I bet there are some women at the Farchana Refugee Camp in eastern Chad dancing today. When I was there last fall, some of the Darfuri refugees told me that ‘old women would get up and dance’ if Omar al-Bashir, Sudan’s rogue President and ‘mastermind’ of the genocide in Darfur, was arrested. Well, he hasn’t been arrested yet, but the International Criminal Court has issued a warrant for his arrest.
Unfortunately, the Court has no burly police force to enforce the warrant, so Bashir stays ensconced in Khartoum, with the stigma of being the world’s first sitting head of state to be wanted for war crimes and crimes against humanity by the world’s first permanent international criminal court.
Maybe now he can relate to the countless number of women who, because of the rapes that he ordered soldiers to commit against the women of Darfur, have brought shame upon their families. Maybe he will start to think about the thousands of villages rendered uninhabitable by his orders to plunder and destroy, and the families torn apart by murder and displacement. Hopefully, the women we spoke with at Farchana will see justice done.
The Court charged Bashir with five counts of crimes against humanity and two counts of war crimes, but not on the crime of genocide. PHR has learned that one of the three judges was prepared to issue the warrant on the genocide charge on the basis of what evidence they had before them, and that the two others are open to receiving more information (on specific intent) that would allow them to amend the warrant to include the genocide charge. PHR, which has seen the devastation in Darfur at close-range and has spoken to so many survivors, hopes that the Court will do so.
But now, the worry is the people still on the ground in Darfur. In the wake of the Court’s announcement, the Sudanese government swiftly revoked the licenses of at least six international NGOs operating throughout Sudan, giving them 48 hours to leave the country.
If this happens, millions may be left without humanitarian aid that they depend on.
Call the White House at 202-456-1111. Insist that the US tell Khartoum that this action will have serious consequences.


# What is expected
A word-for-word copy of the entries, with images excluded, is the expected answer.

··· Data

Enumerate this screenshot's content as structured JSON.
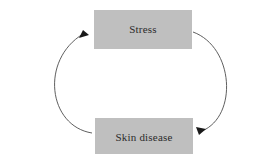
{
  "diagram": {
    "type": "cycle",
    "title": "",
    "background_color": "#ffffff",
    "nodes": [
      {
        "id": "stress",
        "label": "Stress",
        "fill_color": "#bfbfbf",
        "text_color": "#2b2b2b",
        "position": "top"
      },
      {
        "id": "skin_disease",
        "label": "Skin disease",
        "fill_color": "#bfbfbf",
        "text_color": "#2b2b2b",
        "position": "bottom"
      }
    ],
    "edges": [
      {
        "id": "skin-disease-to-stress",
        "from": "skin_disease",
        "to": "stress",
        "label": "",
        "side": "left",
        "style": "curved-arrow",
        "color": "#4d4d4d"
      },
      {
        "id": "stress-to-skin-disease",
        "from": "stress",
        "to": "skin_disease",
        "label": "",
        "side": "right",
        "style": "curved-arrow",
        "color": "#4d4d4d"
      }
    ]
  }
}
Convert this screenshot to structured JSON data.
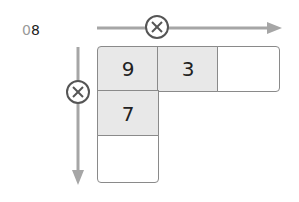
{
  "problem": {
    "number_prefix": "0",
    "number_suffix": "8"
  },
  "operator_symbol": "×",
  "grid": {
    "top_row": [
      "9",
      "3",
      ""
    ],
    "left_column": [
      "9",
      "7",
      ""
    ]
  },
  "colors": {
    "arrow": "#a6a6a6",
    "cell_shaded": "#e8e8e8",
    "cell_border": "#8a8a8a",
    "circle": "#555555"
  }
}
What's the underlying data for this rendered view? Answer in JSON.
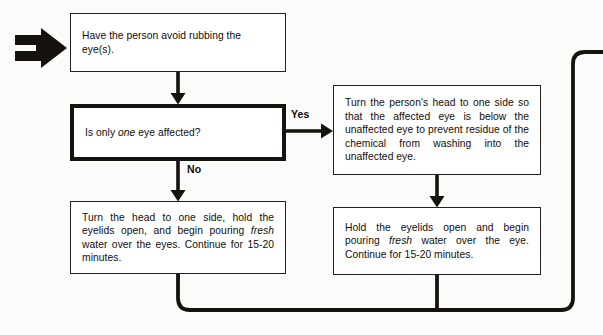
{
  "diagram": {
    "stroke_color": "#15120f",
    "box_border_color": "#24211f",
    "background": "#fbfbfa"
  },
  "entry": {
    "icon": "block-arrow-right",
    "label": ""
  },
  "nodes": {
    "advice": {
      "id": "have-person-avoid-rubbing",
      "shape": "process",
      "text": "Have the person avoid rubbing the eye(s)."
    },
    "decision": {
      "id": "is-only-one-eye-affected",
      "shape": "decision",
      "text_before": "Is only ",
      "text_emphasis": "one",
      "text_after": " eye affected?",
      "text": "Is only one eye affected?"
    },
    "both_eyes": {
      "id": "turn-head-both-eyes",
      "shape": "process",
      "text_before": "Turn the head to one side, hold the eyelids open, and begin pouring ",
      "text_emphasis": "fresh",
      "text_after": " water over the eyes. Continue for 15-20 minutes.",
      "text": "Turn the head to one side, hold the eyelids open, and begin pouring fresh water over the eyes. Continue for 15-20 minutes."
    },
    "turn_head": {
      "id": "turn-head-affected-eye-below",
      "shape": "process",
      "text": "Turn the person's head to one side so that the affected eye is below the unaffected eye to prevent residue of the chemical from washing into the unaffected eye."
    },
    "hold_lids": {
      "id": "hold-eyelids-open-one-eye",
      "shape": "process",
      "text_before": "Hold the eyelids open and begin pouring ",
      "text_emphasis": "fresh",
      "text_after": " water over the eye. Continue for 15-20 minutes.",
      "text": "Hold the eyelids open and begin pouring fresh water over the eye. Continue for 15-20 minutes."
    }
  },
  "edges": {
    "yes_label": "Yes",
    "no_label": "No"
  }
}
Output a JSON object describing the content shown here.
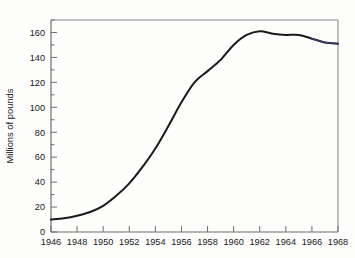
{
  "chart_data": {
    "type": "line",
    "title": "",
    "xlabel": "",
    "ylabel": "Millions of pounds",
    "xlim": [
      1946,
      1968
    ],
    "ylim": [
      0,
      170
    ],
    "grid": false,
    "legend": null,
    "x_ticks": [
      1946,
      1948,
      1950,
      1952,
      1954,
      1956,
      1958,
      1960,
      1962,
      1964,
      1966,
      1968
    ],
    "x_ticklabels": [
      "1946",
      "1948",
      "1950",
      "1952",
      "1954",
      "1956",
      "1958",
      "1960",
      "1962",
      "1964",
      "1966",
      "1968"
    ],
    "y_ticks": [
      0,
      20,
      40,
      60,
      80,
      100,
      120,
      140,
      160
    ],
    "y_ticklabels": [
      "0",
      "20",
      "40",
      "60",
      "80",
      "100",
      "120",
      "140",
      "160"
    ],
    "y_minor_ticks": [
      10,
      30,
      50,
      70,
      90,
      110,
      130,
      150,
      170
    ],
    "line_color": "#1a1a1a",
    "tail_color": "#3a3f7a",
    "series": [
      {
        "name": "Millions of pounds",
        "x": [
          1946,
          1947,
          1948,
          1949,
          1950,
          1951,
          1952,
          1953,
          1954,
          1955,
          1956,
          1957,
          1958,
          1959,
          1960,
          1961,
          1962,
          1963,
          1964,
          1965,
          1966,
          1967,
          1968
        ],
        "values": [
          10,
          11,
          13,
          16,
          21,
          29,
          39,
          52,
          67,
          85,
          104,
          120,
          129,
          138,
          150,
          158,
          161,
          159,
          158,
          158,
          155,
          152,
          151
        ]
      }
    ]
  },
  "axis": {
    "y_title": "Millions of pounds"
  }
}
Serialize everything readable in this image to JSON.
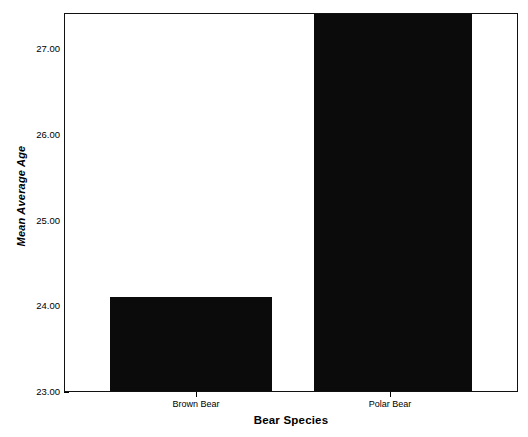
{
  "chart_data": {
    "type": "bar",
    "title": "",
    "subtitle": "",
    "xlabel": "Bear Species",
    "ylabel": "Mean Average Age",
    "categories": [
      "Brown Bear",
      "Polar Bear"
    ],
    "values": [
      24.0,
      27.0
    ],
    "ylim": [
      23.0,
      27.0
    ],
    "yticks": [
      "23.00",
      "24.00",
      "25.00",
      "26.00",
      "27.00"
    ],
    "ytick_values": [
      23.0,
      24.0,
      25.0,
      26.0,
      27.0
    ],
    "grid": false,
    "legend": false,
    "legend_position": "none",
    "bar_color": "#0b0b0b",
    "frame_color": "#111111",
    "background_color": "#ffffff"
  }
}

······

# Reply
Enumerate this screenshot's content as structured JSON.
{
  "diagram": {
    "type": "cycle",
    "title": "",
    "background_color": "#ffffff",
    "nodes": [
      {
        "id": "stress",
        "label": "Stress",
        "fill_color": "#bfbfbf",
        "text_color": "#2b2b2b",
        "position": "top"
      },
      {
        "id": "skin_disease",
        "label": "Skin disease",
        "fill_color": "#bfbfbf",
        "text_color": "#2b2b2b",
        "position": "bottom"
      }
    ],
    "edges": [
      {
        "id": "skin-disease-to-stress",
        "from": "skin_disease",
        "to": "stress",
        "label": "",
        "side": "left",
        "style": "curved-arrow",
        "color": "#4d4d4d"
      },
      {
        "id": "stress-to-skin-disease",
        "from": "stress",
        "to": "skin_disease",
        "label": "",
        "side": "right",
        "style": "curved-arrow",
        "color": "#4d4d4d"
      }
    ]
  }
}
Convert this screenshot to structured JSON data.
{
  "problem": {
    "number_prefix": "0",
    "number_suffix": "8"
  },
  "operator_symbol": "×",
  "grid": {
    "top_row": [
      "9",
      "3",
      ""
    ],
    "left_column": [
      "9",
      "7",
      ""
    ]
  },
  "colors": {
    "arrow": "#a6a6a6",
    "cell_shaded": "#e8e8e8",
    "cell_border": "#8a8a8a",
    "circle": "#555555"
  }
}
What's the underlying data for this rendered view? Answer in JSON.
{
  "diagram": {
    "stroke_color": "#15120f",
    "box_border_color": "#24211f",
    "background": "#fbfbfa"
  },
  "entry": {
    "icon": "block-arrow-right",
    "label": ""
  },
  "nodes": {
    "advice": {
      "id": "have-person-avoid-rubbing",
      "shape": "process",
      "text": "Have the person avoid rubbing the eye(s)."
    },
    "decision": {
      "id": "is-only-one-eye-affected",
      "shape": "decision",
      "text_before": "Is only ",
      "text_emphasis": "one",
      "text_after": " eye affected?",
      "text": "Is only one eye affected?"
    },
    "both_eyes": {
      "id": "turn-head-both-eyes",
      "shape": "process",
      "text_before": "Turn the head to one side, hold the eyelids open, and begin pouring ",
      "text_emphasis": "fresh",
      "text_after": " water over the eyes. Continue for 15-20 minutes.",
      "text": "Turn the head to one side, hold the eyelids open, and begin pouring fresh water over the eyes. Continue for 15-20 minutes."
    },
    "turn_head": {
      "id": "turn-head-affected-eye-below",
      "shape": "process",
      "text": "Turn the person's head to one side so that the affected eye is below the unaffected eye to prevent residue of the chemical from washing into the unaffected eye."
    },
    "hold_lids": {
      "id": "hold-eyelids-open-one-eye",
      "shape": "process",
      "text_before": "Hold the eyelids open and begin pouring ",
      "text_emphasis": "fresh",
      "text_after": " water over the eye. Continue for 15-20 minutes.",
      "text": "Hold the eyelids open and begin pouring fresh water over the eye. Continue for 15-20 minutes."
    }
  },
  "edges": {
    "yes_label": "Yes",
    "no_label": "No"
  }
}
Output a JSON object describing the content shown here.
{
  "chart_data": {
    "type": "line",
    "title": "",
    "xlabel": "",
    "ylabel": "Millions of pounds",
    "xlim": [
      1946,
      1968
    ],
    "ylim": [
      0,
      170
    ],
    "grid": false,
    "legend": null,
    "x_ticks": [
      1946,
      1948,
      1950,
      1952,
      1954,
      1956,
      1958,
      1960,
      1962,
      1964,
      1966,
      1968
    ],
    "x_ticklabels": [
      "1946",
      "1948",
      "1950",
      "1952",
      "1954",
      "1956",
      "1958",
      "1960",
      "1962",
      "1964",
      "1966",
      "1968"
    ],
    "y_ticks": [
      0,
      20,
      40,
      60,
      80,
      100,
      120,
      140,
      160
    ],
    "y_ticklabels": [
      "0",
      "20",
      "40",
      "60",
      "80",
      "100",
      "120",
      "140",
      "160"
    ],
    "y_minor_ticks": [
      10,
      30,
      50,
      70,
      90,
      110,
      130,
      150,
      170
    ],
    "line_color": "#1a1a1a",
    "tail_color": "#3a3f7a",
    "series": [
      {
        "name": "Millions of pounds",
        "x": [
          1946,
          1947,
          1948,
          1949,
          1950,
          1951,
          1952,
          1953,
          1954,
          1955,
          1956,
          1957,
          1958,
          1959,
          1960,
          1961,
          1962,
          1963,
          1964,
          1965,
          1966,
          1967,
          1968
        ],
        "values": [
          10,
          11,
          13,
          16,
          21,
          29,
          39,
          52,
          67,
          85,
          104,
          120,
          129,
          138,
          150,
          158,
          161,
          159,
          158,
          158,
          155,
          152,
          151
        ]
      }
    ]
  },
  "axis": {
    "y_title": "Millions of pounds"
  }
}
Serialize everything readable in this image to JSON.
{
  "chart_data": {
    "type": "bar",
    "title": "",
    "subtitle": "",
    "xlabel": "Bear Species",
    "ylabel": "Mean Average Age",
    "categories": [
      "Brown Bear",
      "Polar Bear"
    ],
    "values": [
      24.0,
      27.0
    ],
    "ylim": [
      23.0,
      27.0
    ],
    "yticks": [
      "23.00",
      "24.00",
      "25.00",
      "26.00",
      "27.00"
    ],
    "ytick_values": [
      23.0,
      24.0,
      25.0,
      26.0,
      27.0
    ],
    "grid": false,
    "legend": false,
    "legend_position": "none",
    "bar_color": "#0b0b0b",
    "frame_color": "#111111",
    "background_color": "#ffffff"
  }
}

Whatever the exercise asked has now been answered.